ASAISDNov 10, 2021

HASA-net: A non-intrusive hearing-aid speech assessment network

arXiv:2111.05691v119 citations
Originality Incremental advance
AI Analysis

This work addresses the need for objective evaluation of speech in hearing aids for individuals with hearing loss, representing an incremental advancement by adapting existing non-intrusive methods to a specific domain.

The paper tackles the problem of non-intrusive speech assessment for hearing aids by proposing HASA-Net, a DNN-based network that predicts speech quality and intelligibility scores based on input speech and hearing-loss patterns, achieving high correlation with established intrusive metrics like HASQI and HASPI.

Without the need of a clean reference, non-intrusive speech assessment methods have caught great attention for objective evaluations. Recently, deep neural network (DNN) models have been applied to build non-intrusive speech assessment approaches and confirmed to provide promising performance. However, most DNN-based approaches are designed for normal-hearing listeners without considering hearing-loss factors. In this study, we propose a DNN-based hearing aid speech assessment network (HASA-Net), formed by a bidirectional long short-term memory (BLSTM) model, to predict speech quality and intelligibility scores simultaneously according to input speech signals and specified hearing-loss patterns. To the best of our knowledge, HASA-Net is the first work to incorporate quality and intelligibility assessments utilizing a unified DNN-based non-intrusive model for hearing aids. Experimental results show that the predicted speech quality and intelligibility scores of HASA-Net are highly correlated to two well-known intrusive hearing-aid evaluation metrics, hearing aid speech quality index (HASQI) and hearing aid speech perception index (HASPI), respectively.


## [The task]
Every line of the listing below is to be duplicated exactly, with the pictures left out.

## [Information given]
+--
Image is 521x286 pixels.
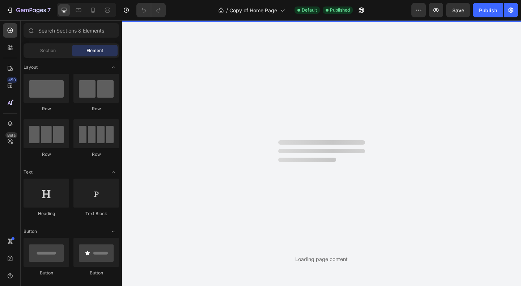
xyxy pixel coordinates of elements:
[24,64,38,71] span: Layout
[24,229,37,235] span: Button
[226,7,228,14] span: /
[479,7,498,14] div: Publish
[24,151,69,158] div: Row
[108,62,119,73] span: Toggle open
[302,7,317,13] span: Default
[24,169,33,176] span: Text
[7,77,17,83] div: 450
[47,6,51,14] p: 7
[108,167,119,178] span: Toggle open
[87,47,103,54] span: Element
[74,211,119,217] div: Text Block
[24,211,69,217] div: Heading
[473,3,504,17] button: Publish
[5,133,17,138] div: Beta
[108,226,119,238] span: Toggle open
[74,270,119,277] div: Button
[453,7,465,13] span: Save
[296,256,348,263] div: Loading page content
[24,23,119,38] input: Search Sections & Elements
[330,7,350,13] span: Published
[230,7,277,14] span: Copy of Home Page
[137,3,166,17] div: Undo/Redo
[24,270,69,277] div: Button
[447,3,470,17] button: Save
[40,47,56,54] span: Section
[3,3,54,17] button: 7
[74,151,119,158] div: Row
[74,106,119,112] div: Row
[24,106,69,112] div: Row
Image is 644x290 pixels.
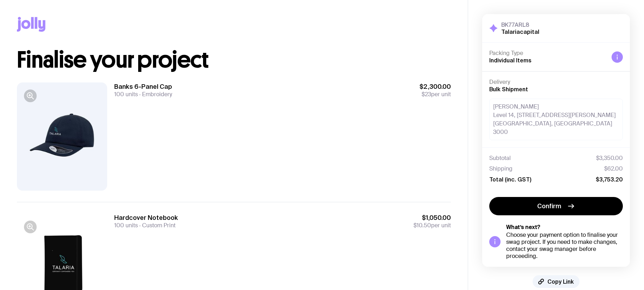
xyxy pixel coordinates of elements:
[413,222,451,229] span: per unit
[489,49,606,57] h4: Packing Type
[489,155,511,162] span: Subtotal
[413,213,451,222] span: $1,050.00
[114,221,138,229] span: 100 units
[489,57,531,63] span: Individual Items
[501,21,539,28] h3: BK77ARL8
[489,176,531,183] span: Total (inc. GST)
[17,49,451,71] h1: Finalise your project
[419,91,451,98] span: per unit
[533,275,579,288] button: Copy Link
[138,221,176,229] span: Custom Print
[501,28,539,35] h2: Talariacapital
[422,90,431,98] span: $23
[489,98,623,140] div: [PERSON_NAME] Level 14, [STREET_ADDRESS][PERSON_NAME] [GEOGRAPHIC_DATA], [GEOGRAPHIC_DATA] 3000
[537,202,561,210] span: Confirm
[114,82,172,91] h3: Banks 6-Panel Cap
[595,176,623,183] span: $3,753.20
[489,197,623,215] button: Confirm
[138,90,172,98] span: Embroidery
[413,221,431,229] span: $10.50
[489,86,528,92] span: Bulk Shipment
[114,213,178,222] h3: Hardcover Notebook
[419,82,451,91] span: $2,300.00
[506,231,623,260] div: Choose your payment option to finalise your swag project. If you need to make changes, contact yo...
[596,155,623,162] span: $3,350.00
[489,78,623,86] h4: Delivery
[489,165,513,172] span: Shipping
[604,165,623,172] span: $62.00
[506,224,623,231] h5: What’s next?
[114,90,138,98] span: 100 units
[547,278,574,285] span: Copy Link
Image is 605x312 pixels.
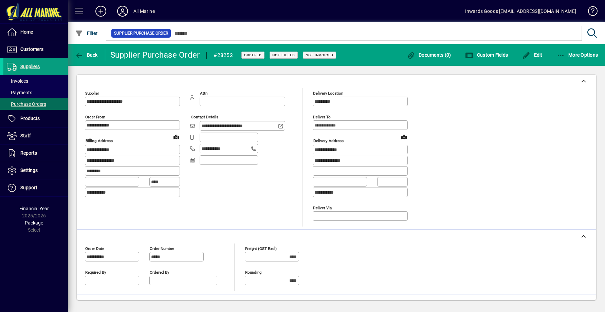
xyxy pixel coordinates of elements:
[85,270,106,275] mat-label: Required by
[75,31,98,36] span: Filter
[3,180,68,197] a: Support
[20,64,40,69] span: Suppliers
[73,27,99,39] button: Filter
[7,90,32,95] span: Payments
[313,205,332,210] mat-label: Deliver via
[7,101,46,107] span: Purchase Orders
[20,116,40,121] span: Products
[75,52,98,58] span: Back
[85,115,105,119] mat-label: Order from
[557,52,598,58] span: More Options
[245,246,277,251] mat-label: Freight (GST excl)
[171,131,182,142] a: View on map
[244,53,262,57] span: Ordered
[313,115,331,119] mat-label: Deliver To
[305,53,333,57] span: Not Invoiced
[3,128,68,145] a: Staff
[465,6,576,17] div: Inwards Goods [EMAIL_ADDRESS][DOMAIN_NAME]
[7,78,28,84] span: Invoices
[150,270,169,275] mat-label: Ordered by
[20,29,33,35] span: Home
[20,168,38,173] span: Settings
[85,246,104,251] mat-label: Order date
[150,246,174,251] mat-label: Order number
[3,87,68,98] a: Payments
[465,52,508,58] span: Custom Fields
[272,53,295,57] span: Not Filled
[3,41,68,58] a: Customers
[200,91,207,96] mat-label: Attn
[90,5,112,17] button: Add
[20,133,31,138] span: Staff
[112,5,133,17] button: Profile
[73,49,99,61] button: Back
[114,30,168,37] span: Supplier Purchase Order
[3,24,68,41] a: Home
[313,91,343,96] mat-label: Delivery Location
[68,49,105,61] app-page-header-button: Back
[133,6,155,17] div: All Marine
[85,91,99,96] mat-label: Supplier
[463,49,509,61] button: Custom Fields
[522,52,542,58] span: Edit
[25,220,43,226] span: Package
[19,206,49,211] span: Financial Year
[20,46,43,52] span: Customers
[3,98,68,110] a: Purchase Orders
[3,75,68,87] a: Invoices
[245,270,261,275] mat-label: Rounding
[20,185,37,190] span: Support
[407,52,451,58] span: Documents (0)
[110,50,200,60] div: Supplier Purchase Order
[405,49,453,61] button: Documents (0)
[583,1,596,23] a: Knowledge Base
[398,131,409,142] a: View on map
[20,150,37,156] span: Reports
[3,145,68,162] a: Reports
[555,49,600,61] button: More Options
[3,110,68,127] a: Products
[520,49,544,61] button: Edit
[213,50,233,61] div: #28252
[3,162,68,179] a: Settings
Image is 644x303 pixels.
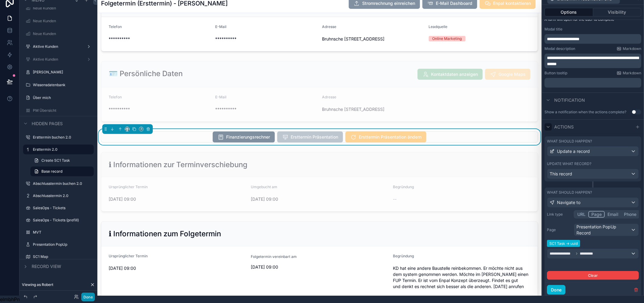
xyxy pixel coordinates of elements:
span: Update a record [557,149,590,154]
span: SC1 Task uuid [547,240,580,247]
div: Presentation PopUp Record [574,224,639,236]
span: Navigate to [557,199,581,206]
a: Markdown [617,71,642,75]
span: -> [566,241,570,246]
a: Create SC1 Task [30,156,94,166]
button: Page [589,211,605,218]
button: Done [81,293,95,302]
label: PM Übersicht [33,108,93,113]
label: Abschlusstermin 2.0 [33,194,93,199]
span: Markdown [623,71,642,75]
label: SalesOps - Tickets (prefill) [33,218,93,223]
label: Link type [547,212,571,217]
label: SC1 Map [33,254,93,259]
p: A form will open for the user to complete [545,17,642,25]
label: Abschlusstermin buchen 2.0 [33,181,93,186]
button: Visibility [594,8,642,17]
span: Record view [32,264,61,270]
div: scrollable content [545,78,642,88]
span: Markdown [623,46,642,51]
label: Presentation PopUp [33,242,93,247]
label: SalesOps - Tickets [33,206,93,211]
button: Email [605,211,621,218]
div: scrollable content [545,34,642,44]
label: Über mich [33,95,93,100]
label: Modal description [545,46,575,51]
span: Base record [41,169,62,174]
label: Update what record? [547,162,592,166]
button: Done [547,285,566,295]
a: Base record [30,167,94,176]
button: This record [547,169,639,179]
button: Phone [621,211,640,218]
button: Presentation PopUp Record [574,224,639,237]
label: Button tooltip [545,71,568,75]
span: Viewing as Robert [22,282,53,287]
label: Aktive Kunden [33,44,84,49]
label: Neue Kunden [33,31,93,36]
span: Notification [554,97,585,103]
label: Modal title [545,27,563,32]
label: Ersttermin 2.0 [33,147,90,152]
span: Hidden pages [32,120,63,127]
label: What should happen? [547,139,592,144]
div: Show a notification when the actions complete? [545,110,627,115]
span: Actions [554,124,574,130]
button: Options [545,8,594,17]
label: What should happen? [547,190,592,195]
a: Markdown [617,46,642,51]
label: Neue Kunden [33,6,93,11]
label: MVT [33,230,93,235]
label: Page [547,228,571,232]
label: Aktive Kunden [33,57,84,62]
div: scrollable content [545,54,642,68]
span: Create SC1 Task [41,158,70,163]
button: Update a record [547,146,639,157]
span: This record [550,171,573,177]
label: Wissensdatenbank [33,83,93,87]
label: Neue Kunden [33,19,93,24]
button: Clear [547,271,639,280]
button: Navigate to [547,198,639,208]
label: Ersttermin buchen 2.0 [33,135,93,140]
label: [PERSON_NAME] [33,70,93,75]
button: URL [575,211,589,218]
+--
## [Completed exercise]
Image is 521x286 pixels.
xyxy pixel coordinates of elements:
[24,64,38,71] span: Layout
[24,229,37,235] span: Button
[226,7,228,14] span: /
[479,7,498,14] div: Publish
[24,151,69,158] div: Row
[108,62,119,73] span: Toggle open
[302,7,317,13] span: Default
[24,169,33,176] span: Text
[7,77,17,83] div: 450
[47,6,51,14] p: 7
[108,167,119,178] span: Toggle open
[87,47,103,54] span: Element
[74,211,119,217] div: Text Block
[24,211,69,217] div: Heading
[473,3,504,17] button: Publish
[5,133,17,138] div: Beta
[108,226,119,238] span: Toggle open
[74,270,119,277] div: Button
[453,7,465,13] span: Save
[296,256,348,263] div: Loading page content
[24,23,119,38] input: Search Sections & Elements
[330,7,350,13] span: Published
[230,7,277,14] span: Copy of Home Page
[137,3,166,17] div: Undo/Redo
[24,270,69,277] div: Button
[447,3,470,17] button: Save
[40,47,56,54] span: Section
[3,3,54,17] button: 7
[74,151,119,158] div: Row
[74,106,119,112] div: Row
[24,106,69,112] div: Row
Image is 644x290 pixels.
xyxy pixel coordinates of elements:
[413,222,451,229] span: per unit
[489,49,606,57] h4: Packing Type
[489,155,511,162] span: Subtotal
[413,213,451,222] span: $1,050.00
[114,221,138,229] span: 100 units
[489,57,531,63] span: Individual Items
[501,21,539,28] h3: BK77ARL8
[489,176,531,183] span: Total (inc. GST)
[17,49,451,71] h1: Finalise your project
[419,91,451,98] span: per unit
[533,275,579,288] button: Copy Link
[138,221,176,229] span: Custom Print
[501,28,539,35] h2: Talariacapital
[422,90,431,98] span: $23
[489,98,623,140] div: [PERSON_NAME] Level 14, [STREET_ADDRESS][PERSON_NAME] [GEOGRAPHIC_DATA], [GEOGRAPHIC_DATA] 3000
[537,202,561,210] span: Confirm
[114,82,172,91] h3: Banks 6-Panel Cap
[595,176,623,183] span: $3,753.20
[489,197,623,215] button: Confirm
[138,90,172,98] span: Embroidery
[413,221,431,229] span: $10.50
[489,86,528,92] span: Bulk Shipment
[114,213,178,222] h3: Hardcover Notebook
[419,82,451,91] span: $2,300.00
[506,231,623,260] div: Choose your payment option to finalise your swag project. If you need to make changes, contact yo...
[596,155,623,162] span: $3,350.00
[489,78,623,86] h4: Delivery
[489,165,513,172] span: Shipping
[604,165,623,172] span: $62.00
[506,224,623,231] h5: What’s next?
[114,90,138,98] span: 100 units
[547,278,574,285] span: Copy Link
Image is 605x312 pixels.
xyxy pixel coordinates of elements:
[85,270,106,275] mat-label: Required by
[75,31,98,36] span: Filter
[3,180,68,197] a: Support
[20,64,40,69] span: Suppliers
[73,27,99,39] button: Filter
[7,90,32,95] span: Payments
[313,205,332,210] mat-label: Deliver via
[7,101,46,107] span: Purchase Orders
[20,116,40,121] span: Products
[75,52,98,58] span: Back
[85,115,105,119] mat-label: Order from
[557,52,598,58] span: More Options
[245,246,277,251] mat-label: Freight (GST excl)
[171,131,182,142] a: View on map
[244,53,262,57] span: Ordered
[313,115,331,119] mat-label: Deliver To
[305,53,333,57] span: Not Invoiced
[3,128,68,145] a: Staff
[465,6,576,17] div: Inwards Goods [EMAIL_ADDRESS][DOMAIN_NAME]
[7,78,28,84] span: Invoices
[150,270,169,275] mat-label: Ordered by
[20,29,33,35] span: Home
[20,168,38,173] span: Settings
[85,246,104,251] mat-label: Order date
[150,246,174,251] mat-label: Order number
[3,87,68,98] a: Payments
[465,52,508,58] span: Custom Fields
[272,53,295,57] span: Not Filled
[3,41,68,58] a: Customers
[200,91,207,96] mat-label: Attn
[90,5,112,17] button: Add
[20,133,31,138] span: Staff
[112,5,133,17] button: Profile
[73,49,99,61] button: Back
[114,30,168,37] span: Supplier Purchase Order
[3,24,68,41] a: Home
[313,91,343,96] mat-label: Delivery Location
[68,49,105,61] app-page-header-button: Back
[133,6,155,17] div: All Marine
[85,91,99,96] mat-label: Supplier
[463,49,509,61] button: Custom Fields
[522,52,542,58] span: Edit
[25,220,43,226] span: Package
[19,206,49,211] span: Financial Year
[20,46,43,52] span: Customers
[3,98,68,110] a: Purchase Orders
[3,75,68,87] a: Invoices
[245,270,261,275] mat-label: Rounding
[20,185,37,190] span: Support
[407,52,451,58] span: Documents (0)
[110,50,200,60] div: Supplier Purchase Order
[405,49,453,61] button: Documents (0)
[583,1,596,23] a: Knowledge Base
[398,131,409,142] a: View on map
[20,150,37,156] span: Reports
[3,145,68,162] a: Reports
[555,49,600,61] button: More Options
[3,110,68,127] a: Products
[520,49,544,61] button: Edit
[213,50,233,61] div: #28252
[3,162,68,179] a: Settings
Image is 644x303 pixels.
xyxy pixel coordinates of elements:
span: Update a record [557,149,590,154]
span: SC1 Task uuid [547,240,580,247]
div: Presentation PopUp Record [574,224,639,236]
span: Navigate to [557,199,581,206]
a: Markdown [617,71,642,75]
span: -> [566,241,570,246]
a: Create SC1 Task [30,156,94,166]
button: Page [589,211,605,218]
button: Done [81,293,95,302]
label: PM Übersicht [33,108,93,113]
label: Abschlusstermin 2.0 [33,194,93,199]
span: Markdown [623,71,642,75]
label: SalesOps - Tickets (prefill) [33,218,93,223]
label: Link type [547,212,571,217]
label: SC1 Map [33,254,93,259]
p: A form will open for the user to complete [545,17,642,25]
label: Abschlusstermin buchen 2.0 [33,181,93,186]
button: Visibility [594,8,642,17]
span: Record view [32,264,61,270]
div: scrollable content [545,78,642,88]
span: Markdown [623,46,642,51]
label: Presentation PopUp [33,242,93,247]
label: SalesOps - Tickets [33,206,93,211]
button: Email [605,211,621,218]
div: scrollable content [545,34,642,44]
label: Über mich [33,95,93,100]
label: Modal description [545,46,575,51]
span: Base record [41,169,62,174]
label: Update what record? [547,162,592,166]
button: Done [547,285,566,295]
a: Base record [30,167,94,176]
button: This record [547,169,639,179]
button: Phone [621,211,640,218]
button: Presentation PopUp Record [574,224,639,237]
label: Button tooltip [545,71,568,75]
span: Viewing as Robert [22,282,53,287]
label: Aktive Kunden [33,44,84,49]
label: Neue Kunden [33,31,93,36]
span: Notification [554,97,585,103]
label: Modal title [545,27,563,32]
label: Ersttermin 2.0 [33,147,90,152]
span: Hidden pages [32,120,63,127]
label: What should happen? [547,139,592,144]
div: Show a notification when the actions complete? [545,110,627,115]
span: Actions [554,124,574,130]
button: Options [545,8,594,17]
label: What should happen? [547,190,592,195]
a: Markdown [617,46,642,51]
label: Neue Kunden [33,6,93,11]
label: MVT [33,230,93,235]
label: Page [547,228,571,232]
label: Aktive Kunden [33,57,84,62]
div: scrollable content [545,54,642,68]
span: Create SC1 Task [41,158,70,163]
button: Update a record [547,146,639,157]
span: This record [550,171,573,177]
label: Wissensdatenbank [33,83,93,87]
label: Neue Kunden [33,19,93,24]
button: Clear [547,271,639,280]
button: Navigate to [547,198,639,208]
label: Ersttermin buchen 2.0 [33,135,93,140]
label: [PERSON_NAME] [33,70,93,75]
button: URL [575,211,589,218]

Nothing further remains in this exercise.